I have the following in a db which i am querying

CID || TID || DATE || TOTAL
104    1234   08/26/2022  95.96
104    1235   09/25/2022  95.96
104    1236   07/27/2022  95.96
105    1237   08/26/2022  85.96
105    1238   09/25/2022  85.96
105    1239   07/27/2022  85.96

i have the following code in order to loop through the query results and create a dictionary but its not creating it like the i am wanting it o

outer_dict = {}
records = cursor.fetchall()
for i in records:
    inner_dict = {"tid":i[1], "date": i[2], "total": i[3]}
    outer_dict[i[0]] = inner_dict

Any help would be very much appreciated.

CodePudding user response:

I can only imagine that what you really wanted is something like this:

{   
    104: [
        {'tid': 1234, 'date': '08/26/2022', 'total': '95.96'}, 
        {'tid': 1235, 'date': '09/25/2022', 'total': '95.96'}, 
        {'tid': 1236, 'date': '07/27/2022', 'total': '95.96'}
    ],
    105: [
        {'tid': 1237, 'date': '08/26/2022', 'total': '85.96'}, 
        {'tid': 1238, 'date': '09/25/2022', 'total': '85.96'}, 
        {'tid': 1238, 'date': '07/27/2022', 'total': '85.96'}
    ]
}

And this is how to get that:

outer_dict = {}
records = cursor.fetchall()
for i in records:
    inner_dict = {"tid": i[1], "date": i[2], "total": i[3]}
    outer_dict[i[0]] = outer_dict.get(i[0], [])   [inner_dict]
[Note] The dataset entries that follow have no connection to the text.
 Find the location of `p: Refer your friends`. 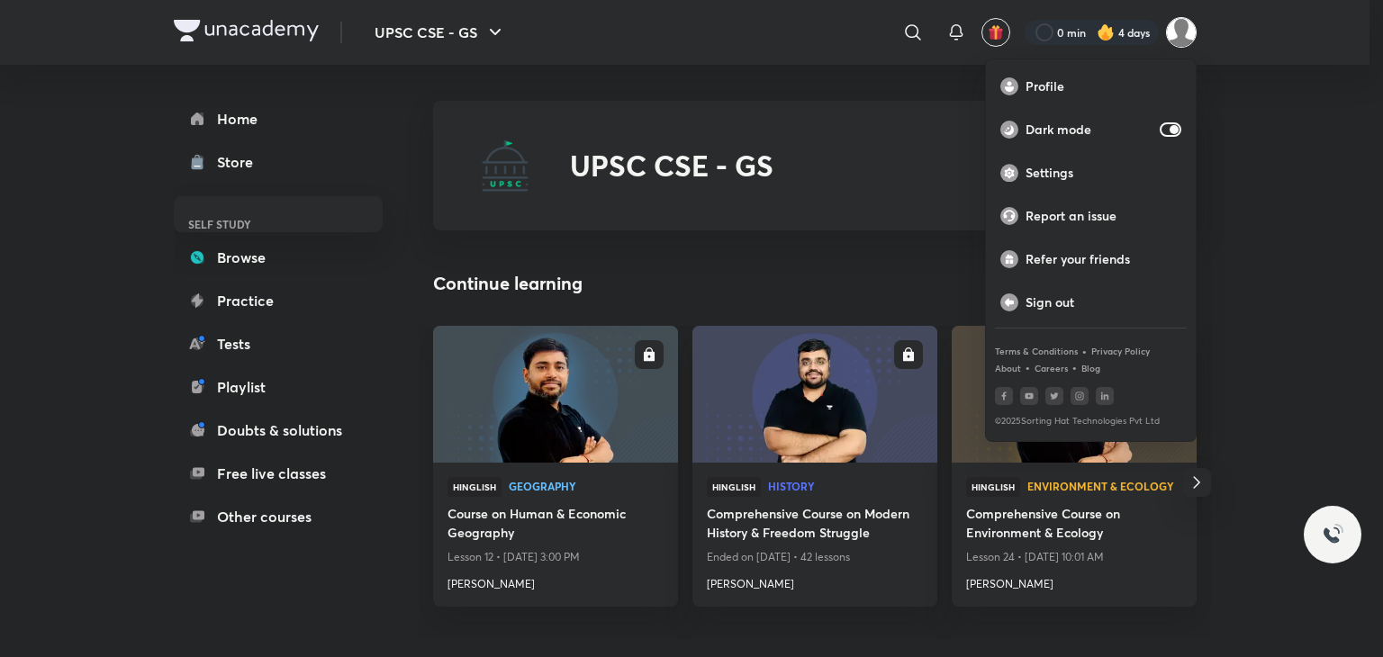

p: Refer your friends is located at coordinates (1103, 259).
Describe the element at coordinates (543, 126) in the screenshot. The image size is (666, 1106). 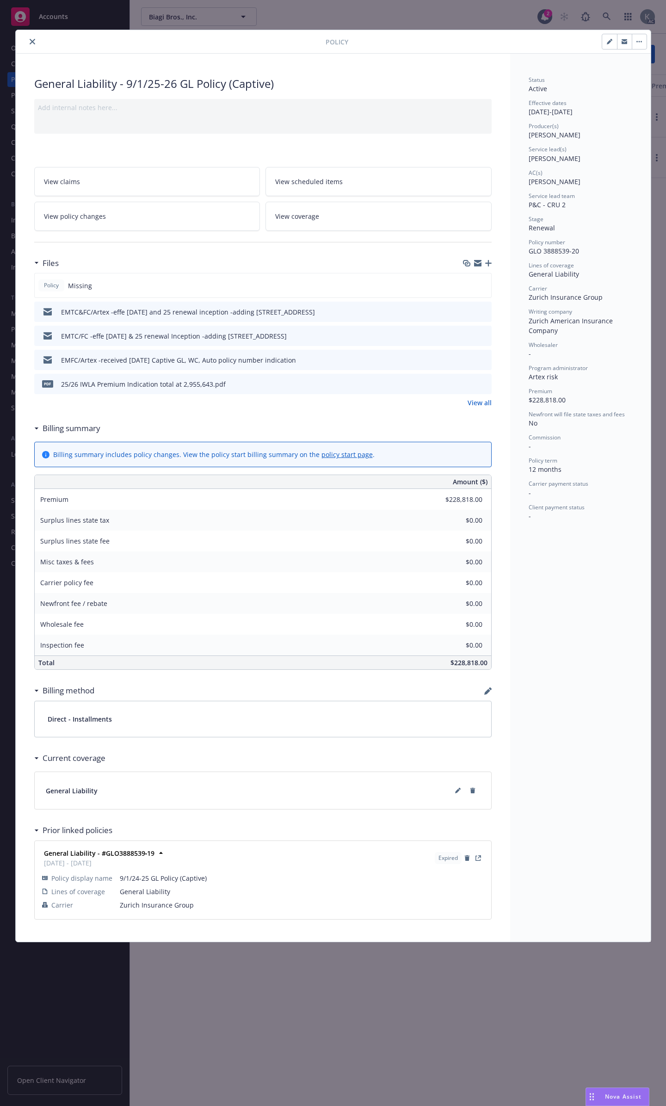
I see `span: Producer(s)` at that location.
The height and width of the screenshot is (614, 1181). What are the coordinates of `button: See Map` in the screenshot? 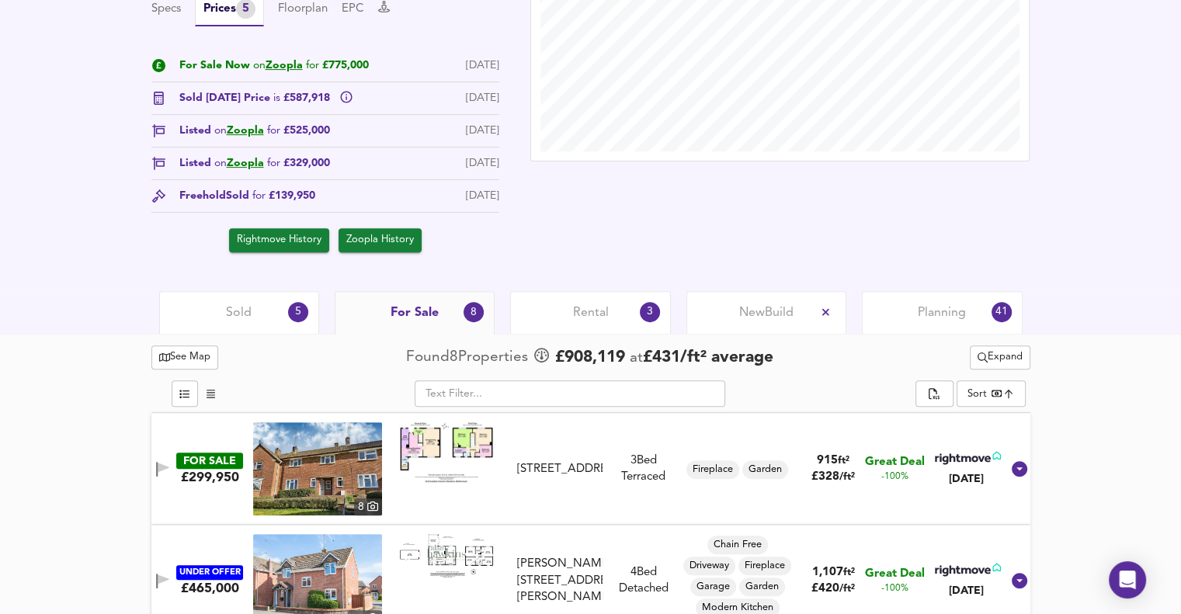 It's located at (185, 357).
The final line is the only difference. .get() gets the value for the given dictionary key, which in this case is either the list that was already there, or the default value when the key doesn't exist, which is a new and empty list in this case. It then appends the new inner_dict to the list and sets the dictionary value for that key to the resulting list.

By the way: looping over records directly with for i in records: is the right way to go, but you probably shouldn't name the loop variable i here, since i is typically used for an indexing loop variable. Something like row or rec seems more appropriate here, and less likely to cause confusion with readers (including future you).

Edit: you correctly pointed out that using .append() causes an error, since it doesn't return the list itself. The updated answer works as advertised.